May 2, 2007

Mary's Notes, May 2, 2007

Mary's Notes, May 2, 2007

The barbershop atmosphere continued after we recorded our Ralph Ellison show last night. Chris followed Arnold Rampersad to the Harvard Book Store for a reading and Q & A co-sponsored by Skip (Henry Louis) Gates and the W. E. B. DuBois Institute at Harvard. Stars and up-and-comers among Af-Am scholars were out in force, including Gates; the literature buff Werner Sollars (who did a book on Ellison’s worst enemy, Amiri Baraka); the philosopher of “We Who Are Black,” Tommie Shelby; Harvard Law professor Randy Kennedy; Adam Bradley from Claremont College who emerged as one of the stars on our Ellison show; and Dell Hamilton of the DuBois Institute.

Here’s Chris’s report:

Chris’s Post-Game Analysis

The nuances of feeling and angles of analysis around Ellison — and shadings of emphasis around blackness — would fill volumes. Among the tensions in the near or far background at the Harvard Book Store were Ralph Ellison’s personal distaste for W. E. B. DuBois, who was a Communist by the time Ellison arrived in New York. Ellison was personally wary of the young Skip Gates at Yale in the Seventies. To many black people and scholars, it matters that the admired scholar Rampersad is a Trinidadian — from the Caribbean rim that Ellison pointedly excluded (with Africa) from his interest in Negro America.
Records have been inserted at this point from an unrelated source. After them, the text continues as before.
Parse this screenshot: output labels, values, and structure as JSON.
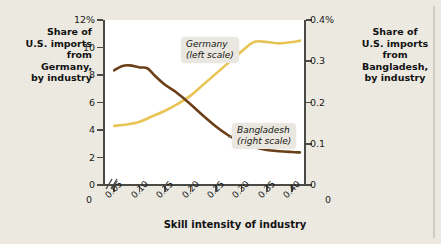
{
  "left_heading": "Share of\nU.S. imports\nfrom\nGermany,\nby industry",
  "right_heading": "Share of\nU.S. imports\nfrom\nBangladesh,\nby industry",
  "x_axis_title": "Skill intensity of industry",
  "x_zero_left": "0",
  "x_zero_right": "0",
  "callouts": {
    "germany": "Germany\n(left scale)",
    "bangladesh": "Bangladesh\n(right scale)"
  },
  "colors": {
    "germany_line": "#e8c455",
    "bangladesh_line": "#6b4019",
    "background": "#efece4",
    "plot_background": "#ffffff",
    "axis": "#4a4a46",
    "callout_background": "#e9e7df",
    "text": "#121212"
  },
  "chart_data": {
    "type": "line",
    "title": "",
    "xlabel": "Skill intensity of industry",
    "grid": false,
    "legend_position": "inline-callouts",
    "x_tick_labels": [
      "0.05",
      "0.10",
      "0.15",
      "0.20",
      "0.25",
      "0.30",
      "0.35",
      "0.40"
    ],
    "x_ticks": [
      0.05,
      0.1,
      0.15,
      0.2,
      0.25,
      0.3,
      0.35,
      0.4
    ],
    "xlim": [
      0.03,
      0.425
    ],
    "x_axis_break": true,
    "axes": [
      {
        "side": "left",
        "label": "Share of U.S. imports from Germany, by industry",
        "ylim": [
          0,
          12
        ],
        "ticks": [
          0,
          2,
          4,
          6,
          8,
          10,
          12
        ],
        "tick_labels": [
          "0",
          "2",
          "4",
          "6",
          "8",
          "10",
          "12%"
        ]
      },
      {
        "side": "right",
        "label": "Share of U.S. imports from Bangladesh, by industry",
        "ylim": [
          0,
          0.4
        ],
        "ticks": [
          0,
          0.1,
          0.2,
          0.3,
          0.4
        ],
        "tick_labels": [
          "0",
          "0.1",
          "0.2",
          "0.3",
          "0.4%"
        ]
      }
    ],
    "series": [
      {
        "name": "Germany (left scale)",
        "axis": "left",
        "color": "#e8c455",
        "x": [
          0.05,
          0.075,
          0.1,
          0.125,
          0.15,
          0.175,
          0.2,
          0.225,
          0.25,
          0.275,
          0.3,
          0.325,
          0.35,
          0.375,
          0.4,
          0.415
        ],
        "values": [
          4.3,
          4.4,
          4.6,
          5.0,
          5.4,
          5.9,
          6.5,
          7.3,
          8.1,
          8.9,
          9.7,
          10.4,
          10.4,
          10.3,
          10.4,
          10.5
        ]
      },
      {
        "name": "Bangladesh (right scale)",
        "axis": "right",
        "color": "#6b4019",
        "x": [
          0.05,
          0.065,
          0.08,
          0.1,
          0.115,
          0.13,
          0.15,
          0.175,
          0.2,
          0.225,
          0.25,
          0.275,
          0.3,
          0.325,
          0.35,
          0.375,
          0.4,
          0.415
        ],
        "values": [
          0.278,
          0.288,
          0.29,
          0.285,
          0.283,
          0.265,
          0.243,
          0.222,
          0.196,
          0.168,
          0.142,
          0.12,
          0.103,
          0.092,
          0.085,
          0.082,
          0.08,
          0.079
        ]
      }
    ]
  }
}
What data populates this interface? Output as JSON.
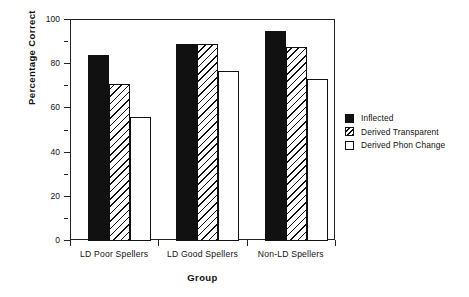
{
  "chart_data": {
    "type": "bar",
    "title": "",
    "xlabel": "Group",
    "ylabel": "Percentage  Correct",
    "categories": [
      "LD Poor Spellers",
      "LD Good Spellers",
      "Non-LD Spellers"
    ],
    "series": [
      {
        "name": "Inflected",
        "style": "filled",
        "values": [
          84,
          89,
          95
        ]
      },
      {
        "name": "Derived Transparent",
        "style": "hatched",
        "values": [
          71,
          89,
          88
        ]
      },
      {
        "name": "Derived Phon Change",
        "style": "open",
        "values": [
          56,
          77,
          73.5
        ]
      }
    ],
    "ylim": [
      0,
      100
    ],
    "ytick_labels": [
      "0",
      "20",
      "40",
      "60",
      "80",
      "100"
    ],
    "ytick_values": [
      0,
      20,
      40,
      60,
      80,
      100
    ],
    "yminor_values": [
      10,
      30,
      50,
      70,
      90
    ],
    "grid": false,
    "legend_position": "right",
    "frame": "box",
    "colors": {
      "axis": "#222222",
      "bar_edge": "#111111",
      "filled": "#111111",
      "background": "#ffffff"
    }
  },
  "legend": {
    "entries": [
      {
        "label": "Inflected",
        "style": "filled"
      },
      {
        "label": "Derived Transparent",
        "style": "hatched"
      },
      {
        "label": "Derived Phon Change",
        "style": "open"
      }
    ]
  },
  "axes": {
    "y_title": "Percentage  Correct",
    "x_title": "Group"
  }
}
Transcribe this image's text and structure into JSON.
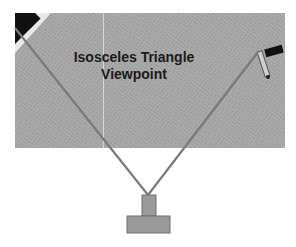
{
  "diagram": {
    "title_line1": "Isosceles Triangle",
    "title_line2": "Viewpoint",
    "colors": {
      "photo_bg": "#a9a9a9",
      "line": "#7a7a7a",
      "camera_box": "#9a9a9a",
      "camera_border": "#6e6e6e",
      "text": "#1a1a1a"
    },
    "elements": [
      {
        "name": "floor-photo",
        "description": "grayscale carpet photo"
      },
      {
        "name": "left-sight-line",
        "from": [
          15,
          30
        ],
        "to": [
          148,
          195
        ]
      },
      {
        "name": "right-sight-line",
        "from": [
          258,
          50
        ],
        "to": [
          148,
          195
        ]
      },
      {
        "name": "camera-icon",
        "description": "T-shaped viewpoint marker"
      },
      {
        "name": "handgun-object",
        "description": "object at top right of photo"
      }
    ]
  }
}
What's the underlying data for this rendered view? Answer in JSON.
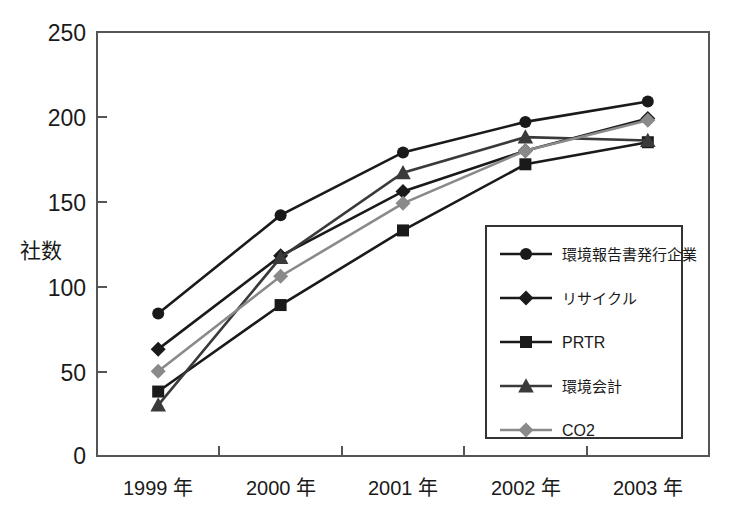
{
  "chart_data": {
    "type": "line",
    "title": "",
    "xlabel": "",
    "ylabel": "社数",
    "ylim": [
      0,
      250
    ],
    "yticks": [
      0,
      50,
      100,
      150,
      200,
      250
    ],
    "grid": false,
    "legend_position": "inside-right",
    "categories": [
      "1999 年",
      "2000 年",
      "2001 年",
      "2002 年",
      "2003 年"
    ],
    "series": [
      {
        "name": "環境報告書発行企業",
        "marker": "circle",
        "color": "#1a1a1a",
        "values": [
          84,
          142,
          179,
          197,
          209
        ]
      },
      {
        "name": "リサイクル",
        "marker": "diamond",
        "color": "#1a1a1a",
        "values": [
          63,
          118,
          156,
          180,
          199
        ]
      },
      {
        "name": "PRTR",
        "marker": "square",
        "color": "#1a1a1a",
        "values": [
          38,
          89,
          133,
          172,
          185
        ]
      },
      {
        "name": "環境会計",
        "marker": "triangle",
        "color": "#3a3a3a",
        "values": [
          30,
          117,
          167,
          188,
          186
        ]
      },
      {
        "name": "CO2",
        "marker": "diamond",
        "color": "#8a8a8a",
        "values": [
          50,
          106,
          149,
          180,
          198
        ]
      }
    ]
  },
  "axis": {
    "y_title": "社数",
    "y_ticks": [
      "250",
      "200",
      "150",
      "100",
      "50",
      "0"
    ],
    "x_ticks": [
      "1999 年",
      "2000 年",
      "2001 年",
      "2002 年",
      "2003 年"
    ]
  },
  "legend": {
    "entries": [
      {
        "label": "環境報告書発行企業",
        "marker": "circle-marker",
        "color": "#1a1a1a"
      },
      {
        "label": "リサイクル",
        "marker": "diamond-marker",
        "color": "#1a1a1a"
      },
      {
        "label": "PRTR",
        "marker": "square-marker",
        "color": "#1a1a1a"
      },
      {
        "label": "環境会計",
        "marker": "triangle-marker",
        "color": "#3a3a3a"
      },
      {
        "label": "CO2",
        "marker": "diamond-marker",
        "color": "#8a8a8a"
      }
    ]
  },
  "colors": {
    "axis": "#555555",
    "plot_background": "#ffffff",
    "series_black": "#1a1a1a",
    "series_gray": "#8a8a8a"
  }
}
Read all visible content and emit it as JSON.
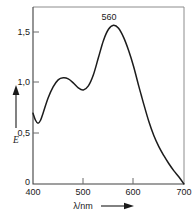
{
  "chart_data": {
    "type": "line",
    "title": "",
    "xlabel": "λ/nm",
    "ylabel": "E",
    "xlim": [
      400,
      700
    ],
    "ylim": [
      0,
      1.75
    ],
    "grid": false,
    "legend": null,
    "x_ticks": [
      "400",
      "500",
      "600",
      "700"
    ],
    "x_tick_values": [
      400,
      500,
      600,
      700
    ],
    "y_ticks": [
      "0",
      "0,5",
      "1,0",
      "1,5"
    ],
    "y_tick_values": [
      0,
      0.5,
      1.0,
      1.5
    ],
    "annotations": [
      {
        "text": "560",
        "x": 560,
        "y": 1.57
      }
    ],
    "series": [
      {
        "name": "absorption",
        "color": "#1c1c1c",
        "x": [
          400,
          405,
          410,
          415,
          420,
          430,
          440,
          450,
          460,
          470,
          480,
          490,
          500,
          510,
          520,
          530,
          540,
          550,
          560,
          570,
          580,
          590,
          600,
          610,
          615,
          620,
          630,
          640,
          650,
          660,
          670,
          680,
          690,
          700
        ],
        "y": [
          0.7,
          0.63,
          0.6,
          0.63,
          0.7,
          0.85,
          0.96,
          1.03,
          1.05,
          1.04,
          1.0,
          0.95,
          0.93,
          0.97,
          1.08,
          1.25,
          1.42,
          1.53,
          1.57,
          1.54,
          1.45,
          1.32,
          1.16,
          0.97,
          0.88,
          0.79,
          0.62,
          0.48,
          0.37,
          0.28,
          0.2,
          0.13,
          0.07,
          0.0
        ]
      }
    ]
  },
  "axis_arrows": {
    "y_arrow": "up-arrow-icon",
    "x_arrow": "right-arrow-icon"
  },
  "colors": {
    "curve": "#1c1c1c",
    "frame": "#8c8c8c",
    "axis": "#404040",
    "text": "#1a1a1a",
    "background": "#ffffff"
  }
}
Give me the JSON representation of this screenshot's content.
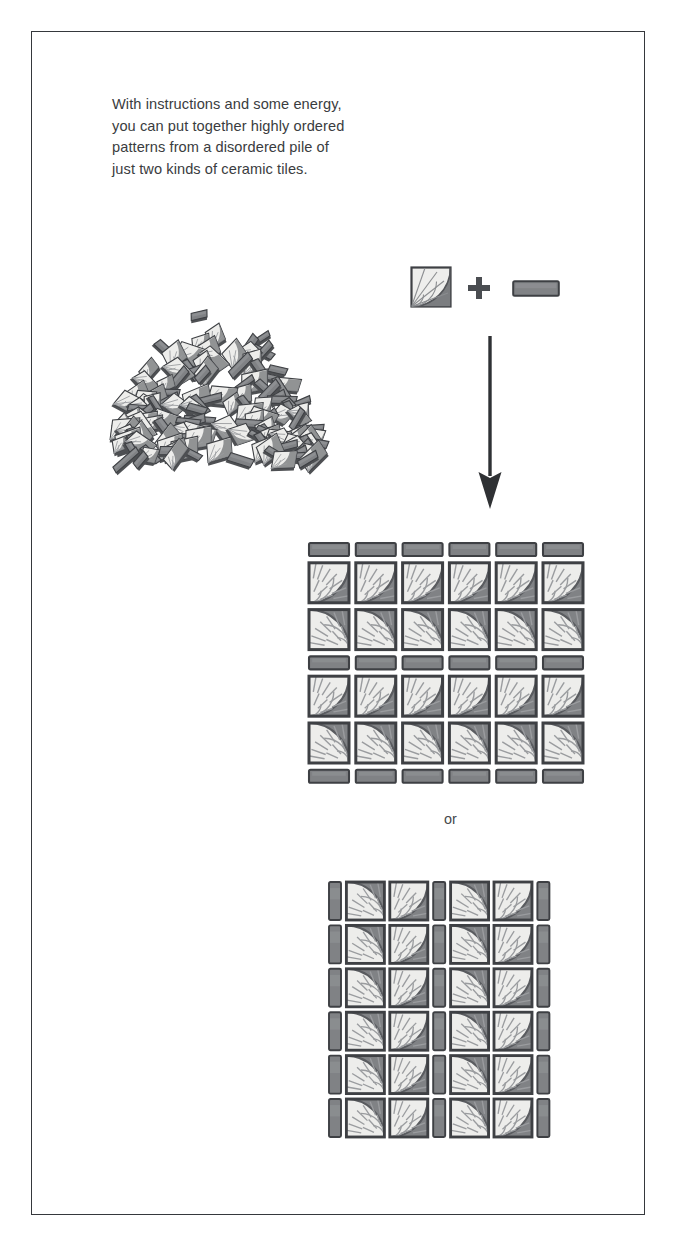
{
  "page": {
    "background_color": "#ffffff",
    "frame": {
      "name": "illustration-border",
      "color": "#35383c"
    }
  },
  "caption": {
    "text": "With instructions and some energy,\nyou can put together highly ordered\npatterns from a disordered pile of\njust two kinds of ceramic tiles.",
    "color": "#3a3c40"
  },
  "legend": {
    "square_tile": {
      "name": "square-fan-tile",
      "description": "square ceramic tile with quarter-circle fan pattern",
      "fill": "#eeeeec",
      "dark_corner": "#7b7d80",
      "outline": "#3e4044"
    },
    "plus_sign": {
      "glyph": "+",
      "color": "#4a4d51"
    },
    "rect_tile": {
      "name": "rectangular-tile",
      "description": "plain rectangular ceramic tile",
      "fill": "#818386",
      "outline": "#3e4044"
    }
  },
  "arrow": {
    "name": "downward-arrow",
    "direction": "down",
    "color": "#2f3134"
  },
  "pile": {
    "name": "disordered-tile-pile",
    "description": "a jumbled heap of square and rectangular ceramic tiles"
  },
  "connector": {
    "or_label": "or"
  },
  "patterns": [
    {
      "id": "pattern-a",
      "name": "ordered-pattern-grid-a",
      "layout": "horizontal-banded",
      "columns": 6,
      "square_rows": 4,
      "rect_rows": 3,
      "description": "rows of rectangular tiles alternating with rows of square fan tiles forming horizontal bands"
    },
    {
      "id": "pattern-b",
      "name": "ordered-pattern-grid-b",
      "layout": "vertical-banded",
      "rows": 6,
      "square_columns": 4,
      "rect_columns": 3,
      "description": "columns of rectangular tiles alternating with pairs of square fan tiles forming half-circle motifs"
    }
  ],
  "colors": {
    "tile_light": "#ededeb",
    "tile_mid": "#b9bbbd",
    "tile_dark": "#808285",
    "tile_outline": "#3e4044",
    "ink": "#3a3c40"
  }
}
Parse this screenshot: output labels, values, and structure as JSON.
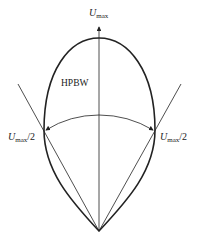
{
  "diagram": {
    "labels": {
      "top_symbol": "U",
      "top_sub": "max",
      "left_symbol": "U",
      "left_sub": "max",
      "left_suffix": "/2",
      "right_symbol": "U",
      "right_sub": "max",
      "right_suffix": "/2",
      "hpbw": "HPBW"
    },
    "colors": {
      "stroke": "#222222",
      "background": "#ffffff"
    }
  }
}
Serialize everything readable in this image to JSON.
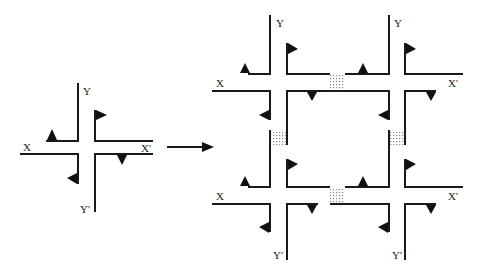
{
  "diagram": {
    "colors": {
      "line": "#1a1a1a",
      "background": "#ffffff",
      "stipple": "#888888"
    },
    "single": {
      "labels": {
        "x": "X",
        "x_prime": "X'",
        "y": "Y",
        "y_prime": "Y'"
      }
    },
    "arrow": {
      "direction": "right"
    },
    "grid": {
      "top_left": {
        "x": "X",
        "y": "Y"
      },
      "top_right": {
        "x_prime": "X'",
        "y": "Y"
      },
      "bottom_left": {
        "x": "X",
        "y_prime": "Y'"
      },
      "bottom_right": {
        "x_prime": "X'",
        "y_prime": "Y'"
      }
    }
  }
}
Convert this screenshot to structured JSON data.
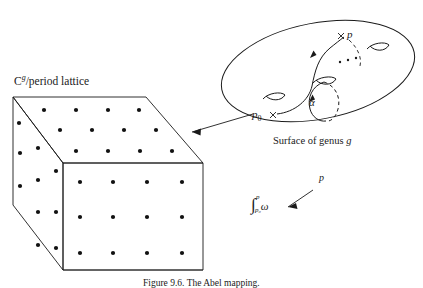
{
  "figure": {
    "caption": "Figure 9.6. The Abel mapping.",
    "lattice_label_main": "C",
    "lattice_label_sup": "g",
    "lattice_label_rest": "/period lattice",
    "genus_caption_prefix": "Surface of genus ",
    "genus_caption_var": "g",
    "point_p": "p",
    "point_p0_base": "p",
    "point_p0_sub": "0",
    "cross_marker": "×",
    "loop_label": "α",
    "abel_target_label": "p",
    "integral_sign": "∫",
    "integral_upper": "p",
    "integral_lower": "p₀",
    "integral_form": "ω",
    "handle_dots": "· · ·"
  },
  "colors": {
    "ink": "#1a1a1a",
    "background": "#ffffff",
    "dot": "#111111"
  },
  "lattice_box": {
    "front_face_dots_rows": 3,
    "front_face_dots_cols": 4,
    "top_face_dots_rows": 3,
    "top_face_dots_cols": 4,
    "left_face_dots_rows": 4,
    "left_face_dots_cols": 2
  },
  "surface": {
    "handle_count": 3,
    "handles_visible": [
      "left-handle",
      "middle-handle",
      "right-handle"
    ]
  }
}
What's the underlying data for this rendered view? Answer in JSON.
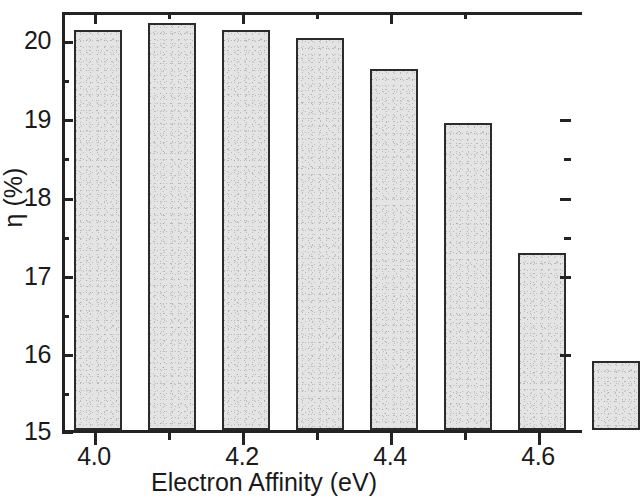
{
  "chart_data": {
    "type": "bar",
    "title": "",
    "subtitle": "",
    "xlabel": "Electron Affinity (eV)",
    "ylabel": "η (%)",
    "categories": [
      "4.0",
      "4.1",
      "4.2",
      "4.3",
      "4.4",
      "4.5",
      "4.6",
      "4.7"
    ],
    "x": [
      4.0,
      4.1,
      4.2,
      4.3,
      4.4,
      4.5,
      4.6,
      4.7
    ],
    "values": [
      20.2,
      20.3,
      20.2,
      20.1,
      19.7,
      19.0,
      17.3,
      15.9
    ],
    "xlim": [
      3.96,
      4.66
    ],
    "ylim": [
      15,
      20.4
    ],
    "x_major_ticks": [
      "4.0",
      "4.2",
      "4.4",
      "4.6"
    ],
    "x_minor_ticks": [
      "4.1",
      "4.3",
      "4.5"
    ],
    "y_major_ticks": [
      "15",
      "16",
      "17",
      "18",
      "19",
      "20"
    ],
    "y_minor_ticks": [
      "15.5",
      "16.5",
      "17.5",
      "18.5",
      "19.5"
    ],
    "grid": false,
    "legend": null,
    "bar_fill_color": "#e2e2e2",
    "bar_edge_color": "#2b2b2b",
    "axis_color": "#232323",
    "background_color": "#ffffff",
    "note": "rightmost bar is clipped by the image crop"
  },
  "axes": {
    "x_title": "Electron Affinity (eV)",
    "y_title": "η (%)"
  },
  "x_tick_labels": [
    {
      "label": "4.0"
    },
    {
      "label": "4.2"
    },
    {
      "label": "4.4"
    },
    {
      "label": "4.6"
    }
  ],
  "y_tick_labels": [
    {
      "label": "20"
    },
    {
      "label": "19"
    },
    {
      "label": "18"
    },
    {
      "label": "17"
    },
    {
      "label": "16"
    },
    {
      "label": "15"
    }
  ]
}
In the bookstore as in our studio, Rampersad granted that he didn’t like Ellison much. He’d had a three-year wait and then an awkward time interviewing Ralph Ellison for his biography of Ellison’s former friend Langston Hughes. It grates on Rampersad, he told us, that Ralph was so emotionally chintzy with the younger generation of writers, while Langston was generous to a fault. (Rampersad said his heart is with Langston Hughes, though his own shyness makes him more like Ralph Ellison.) It goes without saying in all of these discussions that Ralph Ellison was, is, and will stand as a god. Yet there is a palpable pleasure that Rampersad has found a way to spot some divine flaws in his character: his haughtiness especially, his use and misuse of women, his perhaps self-destructive distance from black America. There are people who’ve been waiting for this side of the story to emerge — among them Cornel West. Rampersad last night remembered West remarking when he started the Ellison project, that he would discover about Brother Ellison what T. S. Eliot learned about Matthew Arnold: “that he had no real serenity, only an impeccable demeanor.”